I'm coding in C# and am familiar with SQL and starting with MongoDB but the question is about the concept and whether abstractions, implementations, or design patterns of it exist.

A: 

If your "point of views" are completely separated, you could just use a new database for each user.

From your question it seems you want to have some degree of interconnectedness. Perhaps articles created by any user should be visible to everyone? Is it only changes after creation that should be private? How about updates from the original author?

I think you just need to specify the behavior you need, and design a database that can handle that.
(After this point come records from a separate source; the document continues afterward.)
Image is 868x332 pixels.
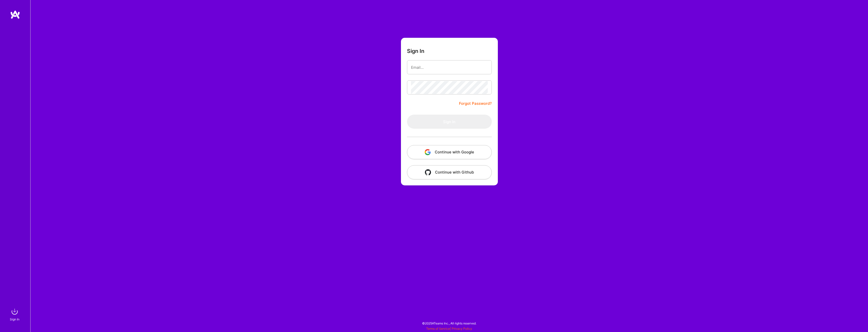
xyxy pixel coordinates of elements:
[407,48,424,54] h3: Sign In
[10,10,20,19] img: logo
[407,165,492,179] button: Continue with Github
[407,115,492,129] button: Sign In
[411,61,488,74] input: Email...
[426,327,472,331] span: |
[426,327,450,331] a: Terms of Service
[452,327,472,331] a: Privacy Policy
[10,317,20,322] div: Sign In
[30,317,868,330] div: © 2025 ATeams Inc., All rights reserved.
[10,307,20,317] img: sign in
[407,145,492,159] button: Continue with Google
[425,149,431,155] img: icon
[459,100,492,107] a: Forgot Password?
[10,307,20,322] a: sign inSign In
[425,169,431,175] img: icon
One solution could be to use both the (article) id and the user id as the key for your tables. That way you can completely replace content for specific users. Let's say you want to find article 123, as seen by user 456, or if that user doesn't haven't edited it, as seen by user 789, or if that user haven't edited it, just pick any version:

SELECT * FROM articles WHERE id = 123 ORDER BY user_id = 456 DESC, user_id = 789 DESC LIMIT 1
geon
That's a trivial solution for UPDATE changes but when you start considering DELETEs and the conflicts in views they may create it starts to become not so trivial. I can model my database to handle all the complications of multiple points of view but it will be quite application specific and I was wondering if there already was an existing CRUD abstraction of a multiple point of view data model. In other words has anyone already solved the general problem?
Eff Snarf
"conflicts in views" is pretty much what you are trying to achieve. You might want to look at the immutable datastructures used in functional languages such as Haskell.
geon
conflicts will arise in operations, as in if a user deletes an article and another user renames it then the rename operation can only be applied to user2 and to the master view but not to user 1.
Eff Snarf
I think you need to clarify what you want to achieve. You specifically stated that " the change will only be visible to that particular user".